This week’s upcoming vote to confirm Chuck Hagel as Defense secretary feels joyless and anti-climatic.
After a poor performance during his Senate confirmation hearings, he walks into the job looking like a dullard.
{mosads}And where is the victory for Republicans? They succeeded only in making themselves look petty by delaying the vote. They vainly used the time they created to seek dirt with which to smear their fellow Republican, merely because he is President Obama’s nominee.
Never before has the minority party in the Senate filibustered a president’s nominee for a Cabinet post, let alone the secretary of Defense. Now that the precedent is set, the next step for the GOP is filibustering an Obama Supreme Court nominee. Nothing short of filibuster reform can prevent this.
To that end, the Hagel fiasco served one good purpose: It is a high-profile reminder of the ongoing, unprecedented Republican congressional strategy of blocking any nominee from the Obama White House in order to cripple this president.
In order to deny the twice-elected president a fully functional government, the current Republican Senate minority has used about a quarter of all filibusters in Senate history to block Obama’s choices.
This political strategy is powerful because it is largely ignored by the press, or dismissed as more of the same old, dysfunctional political game that is played in D.C.
But this is newsworthy.
This widespread use of filibusters undermines the authority of the president to have his nominees run federal agencies created by congressional vote to serve public need. The GOP is throwing a wrench in the legitimate, democratic functioning of government because it doesn’t like the president’s policies — even though the president ran on those policies and the American people liked him enough to elect him twice.
And the story goes on:
At the moment, Sen. Lindsey Graham (R-S.C.) is threatening to filibuster John Brennan, the president’s pick for CIA director. Sen. Jeff Sessions (R-Ala.) is threatening to filibuster Jack Lew’s nomination as Treasury secretary.
Those are just the high-profile examples.
There are currently four important federal government agencies bereft of leadership — and unable to properly function because the Senate simply refuses to confirm the president’s nominee. These agencies include the Consumer Financial Protection Bureau; the Federal Housing Finance Agency; the Bureau of Alcohol, Tobacco, Firearms and Explosives; and the Centers for Medicare and Medicaid Services (CMS).
In addition, there are 35 judicial nominees waiting for confirmation. Thirty-three of them have been blocked in the Senate.
The Hagel case remains the most dramatic example of this abuse of the confirmation process. His confirmation hearings before the Senate Armed Services Committee devolved into a pathetic spectacle as the Republicans on the panel asked the same questions over and over again, trying to paint him as hostile to Israel and soft on Iran.
Despite the delay, Hagel is likely to be confirmed this week. But due to GOP filibusters, CMS has been without a permanent administrator for more than six years.
Earlier this month, the president renominated the acting administrator, Marilyn Tavenner, for Senate confirmation.

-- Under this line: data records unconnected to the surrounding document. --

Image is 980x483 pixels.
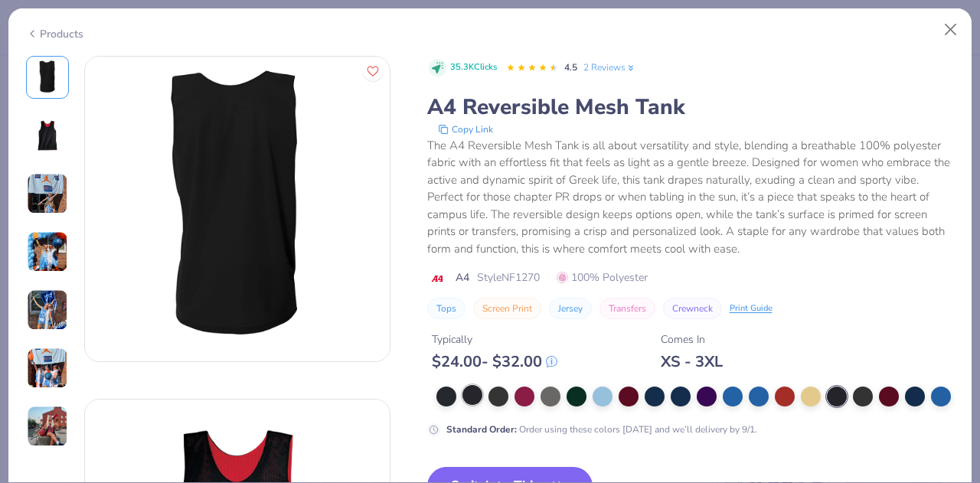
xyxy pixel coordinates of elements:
[363,61,383,81] button: Like
[432,331,558,347] div: Typically
[427,297,465,319] button: Tops
[27,173,68,214] img: User generated content
[564,61,577,74] span: 4.5
[427,92,955,122] div: A4 Reversible Mesh Tank
[549,297,592,319] button: Jersey
[427,137,955,258] div: The A4 Reversible Mesh Tank is all about versatility and style, blending a breathable 100% polyes...
[663,297,722,319] button: Crewneck
[29,59,66,96] img: back
[85,57,390,361] img: back
[433,122,498,137] button: copy to clipboard
[29,117,66,154] img: front
[26,26,83,42] div: Products
[432,352,558,371] div: $ 24.00 - $ 32.00
[557,270,648,285] span: 100% Polyester
[27,406,68,447] img: User generated content
[477,270,539,285] span: Style NF1270
[427,273,448,285] img: brand logo
[583,60,636,74] a: 2 Reviews
[446,422,757,436] div: Order using these colors [DATE] and we’ll delivery by 9/1.
[450,61,497,74] span: 35.3K Clicks
[936,15,965,44] button: Close
[660,352,723,371] div: XS - 3XL
[660,331,723,347] div: Comes In
[27,289,68,330] img: User generated content
[446,423,516,436] strong: Standard Order :
[473,297,541,319] button: Screen Print
[456,270,469,285] span: A4
[729,302,773,315] div: Print Guide
[27,231,68,273] img: User generated content
[27,347,68,389] img: User generated content
[600,297,655,319] button: Transfers
[506,56,558,81] div: 4.5 Stars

Tavenner has been the acting director since the resignation of her predecessor, Donald Berwick, in December 2011.
Senate Republicans blocked Berwick’s confirmation as permanent agency head, prompting him to quit.
“An agency of this importance and complexity needs stable leadership,” Berwick recently complained. “Senators, even those who disagree with the president, need to look in the mirror and see if they are acting responsibly. They have a responsibility to see that the government runs well, even if they disagree with the administration.”
Berwick is exactly right.
The absence of a permanent CMS administrator, confirmed by the Senate, will make the implementation of the Affordable Care Act even more difficult. In keeping Tavenner or anyone else out of that job, Republicans are trying to sabotage healthcare reform before it has a chance to work.
This problem also extends to enforcing gun laws.
Following the mass shooting in Newtown, Conn., Obama proposed having a permanent director of the Bureau of Alcohol, Tobacco, Firearms and Explosives (ATF).
The ATF, an agency within the Department of Justice, has not had a full-time, Senate-confirmed director for the past six years.
Maybe the Hagel blockade will change the political dynamics surrounding filibuster reform before the GOP can filibuster Obama’s next Supreme Court appointment. It could happen.
If the dynamic does not change, then perhaps enough Senate Democrats will come together to elect a new Senate majority leader who is willing to end this obstructionist nonsense once and for all.
Juan Williams is an author and political analyst for Fox News Channel.